Trade unions sign public statement opposing plans to increase role of private sector in the NHS

Press release. For immediate release 02.07.2025

Ahead of the NHS’s 77th Birthday on Saturday July 5, trade union branches from across Leicester and Leicestershire have put their name to a public statement opposing the Labour government’s policy of growing the private sector within the health service.

The statement, written by Save Our NHS Leicestershire which represents campaigners in Leicester City, Rutland and Leicestershire County, lays out serious concerns that “increasing the role of the private sector will cause more problems than it solves” and that it serves as a “serious drain on public resources”.

Unions representing thousands of workers in the city and county, including branches of UNISON, Unite, GMB, University and College Union, and Leicester and District Trades Union Council, have backed the statement.

Tom Barker, Secretary of Save Our NHS Leicestershire, said:

“One year on from a Labour government being elected on a programme of ‘change’, we have to ask if they have lived up to this when it comes to the NHS.

“Unfortunately, we have to say the answer is no. Waiting times are still stubbornly high despite the best efforts of staff, funding so far, while improved, is inadequate to bring about transformative change, and the workforce is still overworked and underpaid.

“The reason the government has been unable to turn the NHS around is that some of the government’s policies are not solutions at all.

“Increased funding for the private sector simply redirects urgently needed resources away from our NHS. it puts money into the hands of companies whose first interest is profit, which is why they tend to take on the simplest and cheapest procedures, leaving the NHS to do the more complex and more expensive work. Rather than using so-called spare capacity in the private sector, public money is being used to expand it.”

“The NHS is 77 years old this Saturday. if we want the NHS to survive, we need to fund it directly, not the organisations that, knowingly or unwittingly, are contributing to its demise.”

ENDS

  • The public statement has been agreed by the following trade union branches: Leicester City UNISON, Unite Community, GMB Leicester, Unite Community Leicester, UCU East Midlands Retired members, and Leicester and District Trade Union Congress
  • For interviews, contact: tom.p.barker@googlemail.com

 Public statement supported by aforementioned trade union branches:

After more than a decade of mismanagement and inadequate funding by successive Tory-led governments, NHS waiting lists have reached their highest levels on record, with around 6.4 million people waiting for 7.5m treatments. 

This situation is having a profoundly negative impact on society, including on millions of trade union members, our communities and our families, and it urgently needs addressing.

The government has proposed to remedy the waiting lists by expanding the private sector, which is proposed to take on an additional one million appointments on top of the five million appointments and treatments it currently provides each year. 

While we share the government’s desire to cut the waiting lists, we are extremely concerned that its proposals will cause more problems than it will solve.

NHS campaigners, health unions and many others have repeatedly argued that the private sector serves as a serious drain on public resources.

Analysis by The Guardian suggests that if the amount spent on private providers is increased proportionally from the latest total (£12.3 billion in 2023/24) it could add up to an extra £2.5 billion flowing out of the NHS into the private sector. 

In addition to drawing real funding away from the NHS, the private sector also contributes to a structural detriment to the NHS because it only treats the least complex and most profitable elective cases, leaving the NHS saddled with the most complex and expensive work. 

The private sector is dependent on NHS staff, so further expanding its role in elective care provision will mean more staff are pulled from the NHS to work on less serious cases. This will further diminish the NHS’s opportunities to treat patients with more complex health needs, leading to even longer waiting times for those with more demanding needed. 

Additionally, the government’s focus on Community Diagnostic Centres (CDCs) and surgical hubs as a means to cut the waiting lists will likely cause further disruption by fragmenting the already under-staffed NHS workforce into smaller scattered units. 

This is a recipe for inefficiency and chronic staff shortages. Diverting more patients with the most minor conditions to private sector providers also means diverting more money and staff away from the main NHS providers which have to cope with the full spectrum of health needs. 

Profit has no place in public health. What is really needed is massive injection of funding onto the NHS, with annual increases restored to pre-2010 levels, restorative pay rises for its workers to end the recruitment crisis, and for the full nationalisation of public health in the UK.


### Task to carry out
Scan the entries below for the word "lower". Copy each line that has it.

▼

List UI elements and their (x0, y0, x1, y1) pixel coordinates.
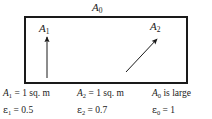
surface-label-a1: A1 (39, 23, 49, 36)
caption-column-3: A0 is large ε0 = 1 (152, 86, 191, 119)
caption-3-emissivity: ε0 = 1 (152, 103, 191, 119)
surface-label-a2-symbol: A (150, 20, 157, 32)
caption-3-emissivity-value: = 1 (160, 105, 175, 115)
caption-3-area-value: is large (161, 88, 191, 98)
radiation-enclosure-figure: A0 A1 A2 A1 = 1 sq. m ε1 = 0.5 A2 = 1 sq… (0, 0, 212, 119)
caption-column-2: A2 = 1 sq. m ε2 = 0.7 (77, 86, 124, 119)
surface-label-a1-subscript: 1 (46, 27, 50, 36)
caption-row: A1 = 1 sq. m ε1 = 0.5 A2 = 1 sq. m ε2 = … (0, 86, 212, 119)
caption-1-emissivity: ε1 = 0.5 (3, 103, 50, 119)
caption-1-emissivity-value: = 0.5 (11, 105, 33, 115)
caption-column-1: A1 = 1 sq. m ε1 = 0.5 (3, 86, 50, 119)
caption-1-area: A1 = 1 sq. m (3, 86, 50, 103)
surface-label-a2: A2 (150, 21, 160, 34)
caption-1-area-value: = 1 sq. m (12, 88, 50, 98)
caption-2-emissivity: ε2 = 0.7 (77, 103, 124, 119)
caption-3-area: A0 is large (152, 86, 191, 103)
caption-2-area: A2 = 1 sq. m (77, 86, 124, 103)
arrow-a2 (126, 39, 157, 72)
surface-label-a2-subscript: 2 (157, 25, 161, 34)
caption-2-emissivity-value: = 0.7 (85, 105, 107, 115)
surface-label-a1-symbol: A (39, 22, 46, 34)
caption-2-area-value: = 1 sq. m (86, 88, 124, 98)
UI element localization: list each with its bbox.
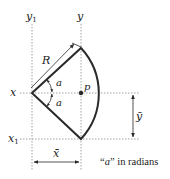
- label-xbar: x̄: [53, 147, 60, 160]
- label-p: p: [84, 81, 91, 92]
- label-y: y: [76, 10, 84, 23]
- label-x: x: [10, 86, 17, 99]
- label-R: R: [41, 54, 50, 67]
- angle-arc-upper: [47, 80, 52, 92]
- label-a-lower: a: [56, 97, 62, 108]
- label-ybar: ȳ: [135, 110, 143, 123]
- label-y1: y1: [25, 10, 37, 24]
- radius-dimension: [31, 44, 74, 88]
- label-a-upper: a: [56, 77, 62, 88]
- sector-diagram: y1 y x x1 R p a a ȳ x̄ “a” in radians: [0, 0, 170, 179]
- label-x1: x1: [8, 132, 19, 146]
- radians-note: “a” in radians: [100, 156, 158, 167]
- centroid-point: [79, 91, 83, 95]
- angle-arc-lower: [47, 94, 52, 106]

▲

### Your response
- label-a-lower: a: [56, 97, 62, 108]
- angle-arc-lower: [47, 94, 52, 106]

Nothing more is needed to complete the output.